A supermarket in a Guatemalan city…giving a whole new meaning to the term “white bread.” |
On the last day, my packing took little time. I’d given many items to Esperanza and her family. I left most of my clothes and toiletries in San Lucas, since–as we’d seen–even modest objects made a huge difference in the lives of the Guatemalans we’d met. As I shouldered my pleasantly lightweight bag, I remembered words of St. Augustine I had fruitlessly pasted in my checkbook years ago:
“Go on making use of your special, expensive foods, because you have got into the habit of them, because if you change your habits you get sick. Go on making use of your superfluities, but give the poor their necessities. …You have found yourselves companions, walking along the same road; he’s carrying nothing, you have an excessive load.
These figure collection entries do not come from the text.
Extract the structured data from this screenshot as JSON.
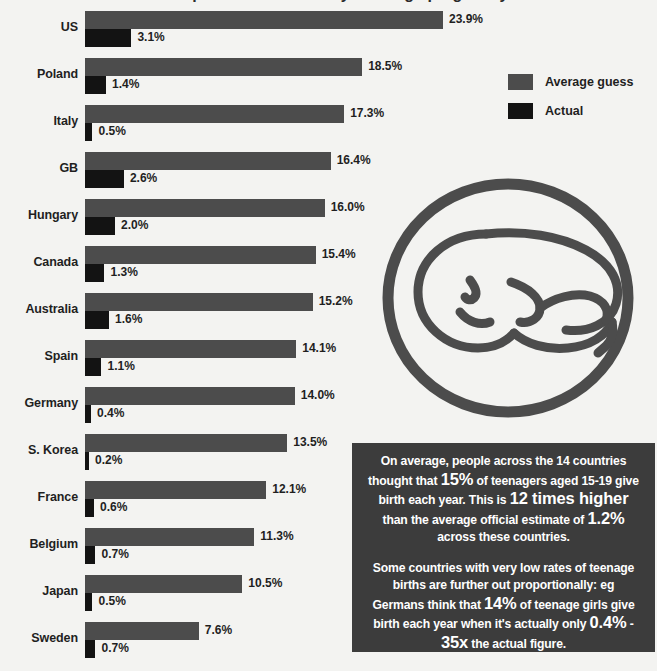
{
  "page": {
    "title_sliver": "Perceptions are not reality: Teenage pregnancy",
    "background": "#f3f3f1"
  },
  "colors": {
    "guess_bar": "#4c4c4c",
    "actual_bar": "#131313",
    "callout_bg": "#3c3c3c",
    "text": "#1f1f1f",
    "callout_text": "#ffffff",
    "icon": "#4c4c4c"
  },
  "legend": {
    "items": [
      {
        "label": "Average guess",
        "color": "#4c4c4c",
        "key": "guess"
      },
      {
        "label": "Actual",
        "color": "#131313",
        "key": "actual"
      }
    ]
  },
  "icon": {
    "name": "baby-in-circle-icon",
    "description": "Outline of a sleeping baby inside a ring"
  },
  "callout": {
    "paragraph1_parts": [
      {
        "text": "On average, people across the 14 countries thought that ",
        "bold": false
      },
      {
        "text": "15%",
        "bold": true
      },
      {
        "text": " of teenagers aged 15-19 give birth each year. This is ",
        "bold": false
      },
      {
        "text": "12 times higher",
        "bold": true
      },
      {
        "text": " than the average official estimate of ",
        "bold": false
      },
      {
        "text": "1.2%",
        "bold": true
      },
      {
        "text": " across these countries.",
        "bold": false
      }
    ],
    "paragraph2_parts": [
      {
        "text": "Some countries with very low rates of teenage births are further out proportionally: eg Germans think that ",
        "bold": false
      },
      {
        "text": "14%",
        "bold": true
      },
      {
        "text": " of teenage girls give birth each year when it's actually only ",
        "bold": false
      },
      {
        "text": "0.4%",
        "bold": true
      },
      {
        "text": " - ",
        "bold": false
      },
      {
        "text": "35x",
        "bold": true
      },
      {
        "text": " the actual figure.",
        "bold": false
      }
    ],
    "paragraph1_plain": "On average, people across the 14 countries thought that 15% of teenagers aged 15-19 give birth each year. This is 12 times higher than the average official estimate of 1.2% across these countries.",
    "paragraph2_plain": "Some countries with very low rates of teenage births are further out proportionally: eg Germans think that 14% of teenage girls give birth each year when it's actually only 0.4% - 35x the actual figure."
  },
  "chart_data": {
    "type": "bar",
    "orientation": "horizontal",
    "title": "",
    "xlabel": "",
    "ylabel": "",
    "xlim": [
      0,
      23.9
    ],
    "grid": false,
    "legend_position": "top-right",
    "value_suffix": "%",
    "categories": [
      "US",
      "Poland",
      "Italy",
      "GB",
      "Hungary",
      "Canada",
      "Australia",
      "Spain",
      "Germany",
      "S. Korea",
      "France",
      "Belgium",
      "Japan",
      "Sweden"
    ],
    "series": [
      {
        "name": "Average guess",
        "color": "#4c4c4c",
        "values": [
          23.9,
          18.5,
          17.3,
          16.4,
          16.0,
          15.4,
          15.2,
          14.1,
          14.0,
          13.5,
          12.1,
          11.3,
          10.5,
          7.6
        ],
        "labels": [
          "23.9%",
          "18.5%",
          "17.3%",
          "16.4%",
          "16.0%",
          "15.4%",
          "15.2%",
          "14.1%",
          "14.0%",
          "13.5%",
          "12.1%",
          "11.3%",
          "10.5%",
          "7.6%"
        ]
      },
      {
        "name": "Actual",
        "color": "#131313",
        "values": [
          3.1,
          1.4,
          0.5,
          2.6,
          2.0,
          1.3,
          1.6,
          1.1,
          0.4,
          0.2,
          0.6,
          0.7,
          0.5,
          0.7
        ],
        "labels": [
          "3.1%",
          "1.4%",
          "0.5%",
          "2.6%",
          "2.0%",
          "1.3%",
          "1.6%",
          "1.1%",
          "0.4%",
          "0.2%",
          "0.6%",
          "0.7%",
          "0.5%",
          "0.7%"
        ]
      }
    ]
  }
}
You are overloaded; give him some of what you’ve got. At a stroke, you feed him and lessen your load. So give to the poor; I’m begging you, I’m warning you, I’m commanding you, I’m ordering you. Give to the poor.” (St. Augustine, Sermon 389,5-6)
Back in America, I settled too quickly into my usual routine. But I knew I was bound more tightly to Esperanza and her future; my mind’s eye image of her was no longer limited to a photo on my refrigerator. What had started as a check in the mail had become a soul-stretching experience.
And because of the lingering shantytown memories, I wasn’t completely subsumed by excess after returning to the States. When, in my email box, I saw the subject line “Is your dog’s food good enough?” I just laughed. I may still be in the land of Material Girls, but my load has been lightened.